The owners' plans mean big changes for the newest portions of the mall, which stretch between Second and Fourth streets and includes the three-level Western Arcade with the Grand Avenue food court.“Everything we do has one objective -- it’s to put a lot of people in the building who aren’t there today,” Janowiec said. “We sit in an environment where the market around Grand Avenue is completely different. It’s a neighborhood now. We have all of these vibrant uses. There are more employees now than ever.”The large Western Arcade space would get an extensive renovation. Retailers and the food court would move out of its upper two levels. Those levels would be expanded with more floor space and renovated into a modern office space.The two floors could have a combined 120,000 rentable square feet of office space that could be filled by multiple companies, or one large tenant.“When we hear about the type of work environment that employers are looking for — an environment that facilitates collaboration, where people are excited about coming to work — this is the type of space employers are looking for, where they feel they can recruit the type of employees they need to succeed,” Janowiec and Biller said.


The center of the arcade would remain open to the rooftop skylight, so the offices would overlook the urban marketplace below, potentially with open patio spaces.That street-level, interior marketplace is a different concept than what is currently in the mall, and it starts with major changes to the entrances. The marketplace would have a greater variety of stores, restaurants and bars that would run through the Western Arcade and east down the current mall space to open onto Second Street. The Second Street entrance and doorways at Old World Third Street and Wisconsin Avenue would be completely redone.The large glass atrium at the Third Street entrance would be removed. Instead, it would be a covered, open plaza. An overhead door would be installed that, during the summer, could open to become a wide walkway into the interior marketplace.The Applebee's restaurant space would be opened up to have outdoor seating and a second-floor patio. The former OfficeMax store space next to the entrance could become a restaurant.“We’re trying to make it more of a place where the community gathers and wants to spend time,” Biller said. “We want to make it more accessible to the street and more integrated into West Wisconsin Avenue.”

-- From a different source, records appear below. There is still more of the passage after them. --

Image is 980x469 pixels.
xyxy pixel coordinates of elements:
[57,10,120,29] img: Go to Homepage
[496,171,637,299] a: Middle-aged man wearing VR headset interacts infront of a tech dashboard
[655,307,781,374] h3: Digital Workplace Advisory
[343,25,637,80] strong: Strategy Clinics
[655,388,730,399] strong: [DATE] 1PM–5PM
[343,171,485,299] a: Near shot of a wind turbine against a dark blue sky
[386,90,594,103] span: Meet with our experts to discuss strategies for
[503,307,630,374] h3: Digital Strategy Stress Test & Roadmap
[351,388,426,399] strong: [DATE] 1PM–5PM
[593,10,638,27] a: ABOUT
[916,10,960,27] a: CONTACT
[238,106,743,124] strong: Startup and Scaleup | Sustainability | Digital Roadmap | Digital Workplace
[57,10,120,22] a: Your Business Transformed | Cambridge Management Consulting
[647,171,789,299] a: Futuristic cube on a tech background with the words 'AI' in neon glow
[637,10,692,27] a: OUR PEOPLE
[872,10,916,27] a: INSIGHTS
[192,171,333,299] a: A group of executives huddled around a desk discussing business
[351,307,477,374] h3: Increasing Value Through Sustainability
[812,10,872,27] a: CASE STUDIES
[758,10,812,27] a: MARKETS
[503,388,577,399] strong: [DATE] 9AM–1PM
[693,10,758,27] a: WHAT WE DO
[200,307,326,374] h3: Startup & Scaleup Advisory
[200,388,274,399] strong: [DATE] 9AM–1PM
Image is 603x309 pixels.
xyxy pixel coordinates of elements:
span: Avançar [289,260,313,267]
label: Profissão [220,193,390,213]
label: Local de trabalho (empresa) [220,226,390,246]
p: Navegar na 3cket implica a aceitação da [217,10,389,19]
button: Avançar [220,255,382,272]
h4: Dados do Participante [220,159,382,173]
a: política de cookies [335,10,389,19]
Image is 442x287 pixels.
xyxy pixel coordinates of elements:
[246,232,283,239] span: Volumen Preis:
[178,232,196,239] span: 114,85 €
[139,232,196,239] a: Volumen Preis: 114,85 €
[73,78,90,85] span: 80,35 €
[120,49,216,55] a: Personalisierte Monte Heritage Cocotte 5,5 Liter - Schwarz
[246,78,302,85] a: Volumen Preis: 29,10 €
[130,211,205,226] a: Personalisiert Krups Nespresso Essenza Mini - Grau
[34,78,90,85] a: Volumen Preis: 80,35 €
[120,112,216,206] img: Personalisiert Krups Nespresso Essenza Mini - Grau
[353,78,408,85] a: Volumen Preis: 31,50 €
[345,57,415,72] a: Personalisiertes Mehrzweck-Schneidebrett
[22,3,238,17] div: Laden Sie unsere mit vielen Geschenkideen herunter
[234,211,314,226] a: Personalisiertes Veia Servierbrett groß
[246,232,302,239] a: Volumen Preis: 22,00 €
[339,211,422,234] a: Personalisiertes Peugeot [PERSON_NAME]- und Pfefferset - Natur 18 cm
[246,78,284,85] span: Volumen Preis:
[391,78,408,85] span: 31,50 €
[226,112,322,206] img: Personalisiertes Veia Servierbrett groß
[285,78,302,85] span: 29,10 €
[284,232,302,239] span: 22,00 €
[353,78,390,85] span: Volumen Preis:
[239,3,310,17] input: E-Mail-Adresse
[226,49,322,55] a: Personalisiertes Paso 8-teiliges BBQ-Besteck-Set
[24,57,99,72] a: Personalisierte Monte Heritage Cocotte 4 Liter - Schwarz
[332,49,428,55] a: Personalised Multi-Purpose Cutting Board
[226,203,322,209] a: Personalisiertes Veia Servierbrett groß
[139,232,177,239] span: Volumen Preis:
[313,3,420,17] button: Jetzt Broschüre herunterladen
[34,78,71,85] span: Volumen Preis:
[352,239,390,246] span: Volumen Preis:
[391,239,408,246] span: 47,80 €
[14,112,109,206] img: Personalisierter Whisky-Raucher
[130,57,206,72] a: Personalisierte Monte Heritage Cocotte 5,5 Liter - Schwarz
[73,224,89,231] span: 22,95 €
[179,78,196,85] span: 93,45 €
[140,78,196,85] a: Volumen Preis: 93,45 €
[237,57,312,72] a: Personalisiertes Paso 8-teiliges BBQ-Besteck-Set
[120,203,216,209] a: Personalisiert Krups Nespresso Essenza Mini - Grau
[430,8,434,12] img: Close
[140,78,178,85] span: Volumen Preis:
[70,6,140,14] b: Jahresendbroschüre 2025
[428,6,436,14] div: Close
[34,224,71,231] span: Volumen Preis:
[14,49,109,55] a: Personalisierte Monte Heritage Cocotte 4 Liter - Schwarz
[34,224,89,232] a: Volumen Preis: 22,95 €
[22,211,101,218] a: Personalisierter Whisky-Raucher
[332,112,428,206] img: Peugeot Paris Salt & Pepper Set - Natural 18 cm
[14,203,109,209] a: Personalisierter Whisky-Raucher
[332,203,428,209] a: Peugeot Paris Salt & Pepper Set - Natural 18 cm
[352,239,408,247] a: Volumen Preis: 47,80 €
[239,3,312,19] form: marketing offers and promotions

Attracting that office tenant to the upper floors could be a linchpin for the renovation. Biller and Janowiec said they prefer to get a company to rent that office space before moving ahead with other planned renovations to the Western Arcade area. The main office tenant will also play a big role in defining the future of the mall, they said.“We’re showing naming rights, that’s such an understatement,” Janowiec said. “The user here gets to write the community development story this project creates.”Plans for the historic Plankinton Arcade involve less rehab, since the owners want to preserve the space. The intent is to keep the T.J. Maxx store, Janowiec said. But several tenants have expressed interest in the other half of the Plankinton space, formerly occupied by Linens ‘n Things. Those range from breweries, to brewpubs to grocery stores, Janowiec and Biller said.Regardless of whether it’s a brewpub or grocery, the Plankinton building’s sidewalk-level facade along Wisconsin Avenue would open up along that vacant space, creating a place potentially for outdoor seating.